Biology major gets Honors scholarship

Benson H. Morrill, a biology major at Utah State University, is the first recipient of the Helen B. Cannon Award.

The Cannon Award, coordinated by the Honors Program at Utah State, honors a student with an outstanding honors career and who has submitted a notable thesis proposal. This year’s applicants were required to complete a senior thesis and graduate with honors in December 2004 or spring 2005.

According to David Lancy, director of Utah State’s Honors Program, the Helen B. Cannon Award was created to encourage and support the most promising honors student who is in his or her junior year. The award supports the completion of the student’s honors thesis.

As the recipient of the Cannon Award, Morrill received a cash award of $1,000. He was also honored at a luncheon with the Cannon family.

Five additional honors students received honorable mention awards of $200, including Stephanie J. Chambers (biology), Genie Hanson (accounting and marketing), Christine Merrill (history), Ben Minson (professional and technical writing) and Johnathan Nelson (psychology).

Although passionately interested as a youth in amphibians and reptiles, especially snakes, Morrill entered Utah State as a food science major. When he returned from a church mission, passion won and he changed his major to biology. His current research includes study of the marine toad (Bufo marinus), and he will spend the summer in Arizona working to determine the genetic variation among the toad’s populations north and south of the Trans-Mexican Neovolcanic Belt. Following his graduation in December 2004, Morrill will go on to graduate school where he will continue to study herpetology.

The Cannon award’s namesake first came to Utah State as a graduate instructor in 1987. In 1990 she became a temporary lecturer and remained with the department of English for 13 years. She incorporated the “New Yorker” magazine into her writing courses and was honored by the magazine for doing so.

The Helen B. Cannon Award is a tribute to a professor who, in the words of her son-in-law, Nate Alder, “loved students, treated them as equal partners, gave them all she had – physically, mentally, emotionally – and inspired them in untold ways.”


YOUR OBJECTIVE:
Report back each line of the data that contains the word "Thailand".

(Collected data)
::::

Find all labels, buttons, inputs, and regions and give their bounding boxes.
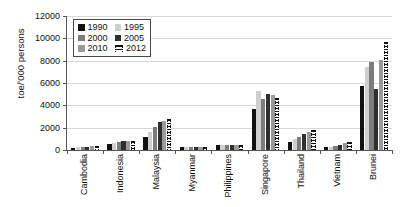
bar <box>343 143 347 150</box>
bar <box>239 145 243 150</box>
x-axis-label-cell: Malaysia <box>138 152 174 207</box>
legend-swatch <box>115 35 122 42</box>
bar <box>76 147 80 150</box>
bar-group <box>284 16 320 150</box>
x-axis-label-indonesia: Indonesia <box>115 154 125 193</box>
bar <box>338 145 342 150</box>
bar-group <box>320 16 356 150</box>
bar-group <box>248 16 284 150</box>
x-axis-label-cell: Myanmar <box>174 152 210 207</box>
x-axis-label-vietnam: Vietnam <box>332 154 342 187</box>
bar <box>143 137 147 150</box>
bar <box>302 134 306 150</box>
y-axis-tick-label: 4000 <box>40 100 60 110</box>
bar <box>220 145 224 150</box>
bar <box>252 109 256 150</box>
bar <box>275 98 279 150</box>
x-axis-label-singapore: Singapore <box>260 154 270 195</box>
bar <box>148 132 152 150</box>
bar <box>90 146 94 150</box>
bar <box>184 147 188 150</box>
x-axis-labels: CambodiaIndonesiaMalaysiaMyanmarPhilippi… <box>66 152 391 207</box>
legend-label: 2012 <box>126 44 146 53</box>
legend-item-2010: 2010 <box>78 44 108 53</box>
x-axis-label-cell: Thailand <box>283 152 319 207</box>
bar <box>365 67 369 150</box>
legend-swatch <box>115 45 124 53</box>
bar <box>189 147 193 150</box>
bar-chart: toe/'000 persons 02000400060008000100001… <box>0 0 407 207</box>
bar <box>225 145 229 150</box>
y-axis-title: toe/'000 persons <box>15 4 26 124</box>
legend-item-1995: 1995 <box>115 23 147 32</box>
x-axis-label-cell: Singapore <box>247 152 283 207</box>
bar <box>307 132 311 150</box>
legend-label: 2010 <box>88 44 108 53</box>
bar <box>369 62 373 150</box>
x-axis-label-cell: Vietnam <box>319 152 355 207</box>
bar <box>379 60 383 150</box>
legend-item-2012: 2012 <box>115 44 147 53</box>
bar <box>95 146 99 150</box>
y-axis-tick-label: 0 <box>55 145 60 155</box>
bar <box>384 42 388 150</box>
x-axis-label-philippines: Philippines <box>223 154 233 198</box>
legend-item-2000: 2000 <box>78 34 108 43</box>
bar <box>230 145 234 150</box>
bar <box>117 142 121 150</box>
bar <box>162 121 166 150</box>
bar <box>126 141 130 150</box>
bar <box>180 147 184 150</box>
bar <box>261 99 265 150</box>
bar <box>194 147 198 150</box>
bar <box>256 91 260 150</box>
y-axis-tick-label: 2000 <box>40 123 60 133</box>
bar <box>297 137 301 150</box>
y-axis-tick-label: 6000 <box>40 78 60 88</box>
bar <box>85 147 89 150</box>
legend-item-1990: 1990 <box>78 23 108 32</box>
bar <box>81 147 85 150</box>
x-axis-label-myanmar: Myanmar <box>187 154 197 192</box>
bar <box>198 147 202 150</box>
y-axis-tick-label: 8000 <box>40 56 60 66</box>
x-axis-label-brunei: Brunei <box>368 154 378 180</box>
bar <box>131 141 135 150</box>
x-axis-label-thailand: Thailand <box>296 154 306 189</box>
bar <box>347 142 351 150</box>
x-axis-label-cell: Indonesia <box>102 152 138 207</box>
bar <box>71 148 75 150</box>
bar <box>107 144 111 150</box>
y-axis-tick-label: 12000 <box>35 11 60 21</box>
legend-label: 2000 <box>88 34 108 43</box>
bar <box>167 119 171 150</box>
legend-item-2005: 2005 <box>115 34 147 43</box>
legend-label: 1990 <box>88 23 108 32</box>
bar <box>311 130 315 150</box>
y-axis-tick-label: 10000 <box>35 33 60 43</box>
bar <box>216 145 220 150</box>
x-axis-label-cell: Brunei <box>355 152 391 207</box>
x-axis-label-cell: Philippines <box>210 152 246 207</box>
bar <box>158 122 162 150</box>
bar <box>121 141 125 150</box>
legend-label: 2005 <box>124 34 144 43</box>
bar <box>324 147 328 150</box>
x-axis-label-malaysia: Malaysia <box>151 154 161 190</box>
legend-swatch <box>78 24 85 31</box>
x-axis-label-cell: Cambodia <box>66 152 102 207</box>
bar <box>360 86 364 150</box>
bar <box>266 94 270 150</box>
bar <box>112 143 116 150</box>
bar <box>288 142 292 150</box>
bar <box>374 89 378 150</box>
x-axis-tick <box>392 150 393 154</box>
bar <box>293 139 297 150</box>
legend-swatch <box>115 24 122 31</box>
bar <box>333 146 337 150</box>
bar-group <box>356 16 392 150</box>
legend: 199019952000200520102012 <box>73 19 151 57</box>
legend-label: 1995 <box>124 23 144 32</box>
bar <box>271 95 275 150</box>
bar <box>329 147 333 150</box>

::::

ANSWER TO THIS EXERCISE:
x-axis-label-cell: Thailand <box>283 152 319 207</box>
x-axis-label-thailand: Thailand <box>296 154 306 189</box>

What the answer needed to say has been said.